Matt Stoller joins the Ranks of Progressive Elders of Policy

*ahem*

Dear fellow members of super secret progressive cabal, fellow travellers in the Angry Left, community organizers, and other Fringies out to destroy honest small town American values and/or discredit the Democrats with our wild, out of touch ideas like not giving industry free checks and actually solving problems with our health care system, decaying infrastructure, and crappy broadband network.

I am pleased to announce that ace rabble rouser Matt Stoller will be joining the Inner Circle here in the DC Bubble by taking a position on the Hill. As you all know, Matt has been one of the amazing mainstays of progressive policy blogging — particularly on the media and telecom issues so near and dear to my heart. I hope you will all join me in welcoming Matt and familiarizing him with the Protocols of the Progressive Elders of Policy so that we may better destroy the true fabric of America by replacing the current amazingly successful free market model with our evil centralized socialist soviet-style top-down centrally controlled broadband infrastructure.

I know I personally, am looking forward to Matt’s help in imposing highly restrictive network neutrality regulations that will ensure that network administrators have no say in how they manage their networks, and — ultimately — lead to the nationalizing Veizon, AT&T, Comcast and Time Warner and all other broadband providers in Socialist Workers paradise.

We will celebrate by pulling out the still beating heart of a Libertarian (assuming we can find one) (still beating heart, that is) at the Secret HQ of our Google Overlords who are, of course, bankrolling our entire effort.

P.S. Please do not forget to vote for us for Best Technology Blog of 2008.

Stay tuned . . . .

Stevens Bill Analysis Part I — The Good Parts (Unlicensed Spectrum and Program Access)

Senator Stevens (R-AK), Chair of the Senate Commerce Committee, has introduced a massive telecom bill. The ten sections of the Communications, Consumer Choice, and Broadband Deployment Act of 2006 (helpfully broken down into separately named acts) covers a variety of material from subsidies for troops calling home to Return of the Broadcast Flag. As a consequence, I’ve broken up my analysis into a bunch of different postings.

Below, I talk about the two good things in the Stevens Bill, “The Wireless Innovation (WIN) Act of 2006,” (Title VI of the stevens Bill) and the “Sports Freedom Act of 2006” (Title IV Subtitle A).

In Part II, I will hit the really awful stuff on municipal broadband, network neutrality and broadcast flag.

This skips a bunch on local franchising, PEG, universal service, interoperability of emergency equipment, telephone rates for military personnel deployed abroad. I may come back to these if I can, but other folks, such as Saveaccess.org are doing a good job covering these issues and I also need to do my day job.

Continue reading

Lafayette we are here!

The city of Lafayette, LA approved a $125 million municipal bond referendum to build out a municipal network by a hefty 62% to 38% margin. Contrast this with the ease with which state franchising is moving through the TX legislature now that SBC has dropped the anti-muni provision. There’s a lesson here, folks . . .

Continue reading

Tales of the Sausage Factory: Fight to keep the muni option open!

I’m not saying that every municipality should have its own broadband network. I’m just saying every muni should have the _right_ to deploy the option. So Media Access Project and Free Press have put together a way for you to tell your state legislator and federal representative that they work for you, not their ILEC contributors, and that you, as a voter, don’t think you should have to kiss ILEC patootie to get broadband.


(PROBLEM TO SOLVE) Only lines holding the word "tick" are wanted from the records; copy all of them.

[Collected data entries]
########

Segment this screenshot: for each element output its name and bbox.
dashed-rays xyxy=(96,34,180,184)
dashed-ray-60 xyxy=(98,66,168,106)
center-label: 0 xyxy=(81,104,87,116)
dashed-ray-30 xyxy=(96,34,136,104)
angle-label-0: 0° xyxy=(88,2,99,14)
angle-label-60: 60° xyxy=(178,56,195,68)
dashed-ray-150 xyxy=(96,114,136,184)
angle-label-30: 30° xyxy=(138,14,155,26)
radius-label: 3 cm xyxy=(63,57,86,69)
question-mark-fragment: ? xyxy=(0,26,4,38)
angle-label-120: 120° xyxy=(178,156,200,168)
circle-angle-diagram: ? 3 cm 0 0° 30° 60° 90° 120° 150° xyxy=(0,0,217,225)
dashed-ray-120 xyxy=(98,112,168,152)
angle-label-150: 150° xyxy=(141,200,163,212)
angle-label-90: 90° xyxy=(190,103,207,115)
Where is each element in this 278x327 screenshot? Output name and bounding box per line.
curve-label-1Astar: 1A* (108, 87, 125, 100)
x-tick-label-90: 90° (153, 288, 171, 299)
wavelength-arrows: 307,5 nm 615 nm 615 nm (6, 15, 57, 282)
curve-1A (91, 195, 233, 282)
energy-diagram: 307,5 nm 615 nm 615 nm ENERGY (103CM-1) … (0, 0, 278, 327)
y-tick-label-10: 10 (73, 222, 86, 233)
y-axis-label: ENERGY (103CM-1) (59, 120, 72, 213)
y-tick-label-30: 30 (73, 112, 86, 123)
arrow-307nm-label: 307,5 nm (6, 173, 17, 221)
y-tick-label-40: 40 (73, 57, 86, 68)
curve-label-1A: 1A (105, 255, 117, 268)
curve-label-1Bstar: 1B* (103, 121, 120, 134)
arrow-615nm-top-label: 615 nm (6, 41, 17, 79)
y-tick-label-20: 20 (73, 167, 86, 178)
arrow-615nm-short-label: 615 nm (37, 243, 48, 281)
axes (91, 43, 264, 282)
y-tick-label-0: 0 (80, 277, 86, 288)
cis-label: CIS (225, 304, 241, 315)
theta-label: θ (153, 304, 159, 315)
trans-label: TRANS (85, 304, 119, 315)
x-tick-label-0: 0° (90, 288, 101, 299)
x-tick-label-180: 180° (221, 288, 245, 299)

########

(TASK OUTPUT)
x-tick-label-90: 90° (153, 288, 171, 299)
y-tick-label-10: 10 (73, 222, 86, 233)
y-tick-label-30: 30 (73, 112, 86, 123)
y-tick-label-40: 40 (73, 57, 86, 68)
y-tick-label-20: 20 (73, 167, 86, 178)
y-tick-label-0: 0 (80, 277, 86, 288)
x-tick-label-0: 0° (90, 288, 101, 299)
x-tick-label-180: 180° (221, 288, 245, 299)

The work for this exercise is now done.